The
Arts and Humanities in a Democracy (cont'd)
The Second Question
Why
have the arts and humanities been under such prolonged political
attack?
One
might mark our present troubles as beginning with the U.S. withdrawal
in 1984 from the United Nations Educational, Scientific, and Cultural
Organization (UNESCO). This action sent a clear signal to the international
community that we would no longer consider cultural exchange useful
to our understanding of others in the world. Concurrent to quitting
UNESCO, there were persistent efforts to re-focus our domestic arts
policy to support a relatively few western European traditions to
the exclusion of the many other excellent artistic traditions that
comprise the vibrant American cultural mosaic.
Our
nation’s diversity is its renewable source of energy, lighting
the beacon of freedom that the rest of the world strains to see.
It holds the promise that one day we will come to believe deep in
our hearts that all people everywhere are created equal. It is now
clearly in our national interest for the Bush administration to
end cultural isolationism and replace it with a policy that secures
the role of the not-for-profit arts and humanities in international
exchange – and links that exchange to a domestic arts and
humanities that values our own national diversity. In this way,
we can create the framework for the arts and humanities at home
and abroad to develop common goals. These goals should include broadening
public participation, telling the stories the commercial cultural
industries don’t tell, creating understanding among and between
different peoples, and supporting the efforts of communities to
solve their problems in just ways.
In opposition to the idea of inclusion, beginning with the Reagan
administration through the Clinton presidency, federal leadership
tolerated relentless attacks on the leading agencies supporting
cultural pluralism in the not-for-profit sector – beginning
with their own National Endowments for the Arts and Humanities.
(With some irony, we now recall that those attacks were led by our
own homegrown religious fundamentalists.) One effect of the attacks
has been to elevate the U.S. commercial arts at the expense of the
not-for-profit arts.
The
distinction between the two sectors is significant, because devoid
of its not-for-profit competition, the impact of U.S. commercial
culture in this moment of globalization has become overwhelming.
Imagine how the U.S. looks to hundreds of millions of people around
the world whose only sources of information about us are television,
Hollywood movies, and pop music. Equally troubling, at home this
commercial preference has corrupted our own not-for-profit sector’s
core values.
Witness
the recent reports of excessive compensation for some private foundation
presidents and trustees. With not-for-profit boards often drawn
exclusively from the for-profit corporate sector, directors probably
thought nothing of a $750,000 annual compensation package for their
foundation CEO. (After all, we recently learned that the New York
Stock Exchange’s CEO was paid 30.5 million in 2001!) Supposedly
wholly subject neither to market nor to re-election pressures, the
independent sector’s sole purpose is to act nimbly to benefit
society. In our recent gilded age, too much of our sector has lost
sight of its raison d’être, its very reason
for existing, with the result, I contend, that the independent sector
now runs the risk of losing its independence.
Epilogue
Several
months before the 2000 presidential election – it could be
next summer – a reporter in Florida was sent out to interview
citizens about why they thought the upcoming presidential election
was important. She approached two retirees relaxing by the pool
and popped her question, “Why is the upcoming presidential
election important to you?”
Without
hesitation, the first retiree responded, “The Supreme Court.”
The second quickly added, “The economy.” And then almost
in unison they said, “The culture.”
The
reporter blinked, “The economy I expected, and the Supreme
Court I understand, but the culture? What do you mean?”
The
first retiree looked square at her, said, “Who controls the
culture . . .
And
the second retiree finished his sentence, “ . . . controls
the story the nation tells itself.”
“Who
controls the culture, controls the story the nation tells itself.”
What is the story our nation is presently telling itself? Who is
telling the story?
With
all the day-to-day demands of our jobs, it is easy, I think, for
any one of us to lose sight of the fact that what each one of us
does in the arts and humanities is at the center of democratic action
and that our program choices and their design, seemingly insignificant
in the grand scheme of things, have real consequences for the future.
But they do. And I expect that it was this realization about the
power of the arts and humanities that gave Walter Capps the drive
to go into politics. I like to think that many of us here tonight,
myself included, are in the spirit of Walter Capps, and it has been
an honor to present to you the 2003 lecture dedicated to his memory
and to the democratic ideals that he practiced.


### TASK GOAL
Using the listing below, work out how many lines contain the word "Setembro", and respond with that number alone.
§
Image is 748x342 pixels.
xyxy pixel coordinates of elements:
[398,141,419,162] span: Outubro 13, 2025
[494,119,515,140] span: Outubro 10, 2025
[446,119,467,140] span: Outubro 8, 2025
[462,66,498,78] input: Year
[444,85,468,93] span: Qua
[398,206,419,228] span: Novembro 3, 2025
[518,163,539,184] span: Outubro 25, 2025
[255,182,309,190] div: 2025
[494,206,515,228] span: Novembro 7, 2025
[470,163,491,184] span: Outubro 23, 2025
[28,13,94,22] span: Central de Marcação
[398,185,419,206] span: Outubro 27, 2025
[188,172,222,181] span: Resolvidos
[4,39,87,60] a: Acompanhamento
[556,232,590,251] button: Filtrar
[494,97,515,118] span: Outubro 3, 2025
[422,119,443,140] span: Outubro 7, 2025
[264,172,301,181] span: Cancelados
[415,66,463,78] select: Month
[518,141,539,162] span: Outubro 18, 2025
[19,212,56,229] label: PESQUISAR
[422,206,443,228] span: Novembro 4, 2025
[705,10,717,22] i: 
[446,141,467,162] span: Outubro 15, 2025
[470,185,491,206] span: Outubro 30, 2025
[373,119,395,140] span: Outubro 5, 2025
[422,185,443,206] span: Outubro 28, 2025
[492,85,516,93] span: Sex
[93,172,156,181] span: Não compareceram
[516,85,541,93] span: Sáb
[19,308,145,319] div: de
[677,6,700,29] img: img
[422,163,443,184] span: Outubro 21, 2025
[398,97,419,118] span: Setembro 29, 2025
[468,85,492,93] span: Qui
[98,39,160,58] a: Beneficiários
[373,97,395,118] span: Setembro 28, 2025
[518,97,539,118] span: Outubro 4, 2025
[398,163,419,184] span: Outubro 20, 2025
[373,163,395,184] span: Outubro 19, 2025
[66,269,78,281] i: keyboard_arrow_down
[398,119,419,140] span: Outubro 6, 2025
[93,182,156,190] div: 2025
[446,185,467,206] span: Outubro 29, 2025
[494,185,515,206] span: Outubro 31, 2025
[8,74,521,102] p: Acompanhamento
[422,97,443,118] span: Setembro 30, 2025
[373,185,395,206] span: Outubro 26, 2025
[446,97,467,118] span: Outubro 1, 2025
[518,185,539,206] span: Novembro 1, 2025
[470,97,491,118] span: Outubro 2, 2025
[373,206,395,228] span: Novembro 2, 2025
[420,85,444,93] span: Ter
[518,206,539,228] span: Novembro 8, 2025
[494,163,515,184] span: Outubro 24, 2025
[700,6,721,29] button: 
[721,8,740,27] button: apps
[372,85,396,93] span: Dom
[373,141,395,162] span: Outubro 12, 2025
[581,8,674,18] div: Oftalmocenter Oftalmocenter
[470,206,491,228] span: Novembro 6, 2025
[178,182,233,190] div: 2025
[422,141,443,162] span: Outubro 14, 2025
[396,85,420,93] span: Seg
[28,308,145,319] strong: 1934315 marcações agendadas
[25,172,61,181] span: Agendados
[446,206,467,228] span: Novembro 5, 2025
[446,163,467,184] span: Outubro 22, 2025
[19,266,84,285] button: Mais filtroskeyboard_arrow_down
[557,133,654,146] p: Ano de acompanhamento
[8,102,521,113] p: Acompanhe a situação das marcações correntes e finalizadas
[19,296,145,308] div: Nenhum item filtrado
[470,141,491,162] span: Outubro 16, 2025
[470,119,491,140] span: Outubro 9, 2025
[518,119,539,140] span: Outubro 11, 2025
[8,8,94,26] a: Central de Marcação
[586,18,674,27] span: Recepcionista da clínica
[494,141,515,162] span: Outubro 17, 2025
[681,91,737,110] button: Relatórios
§
### EXERCISE SOLUTION
3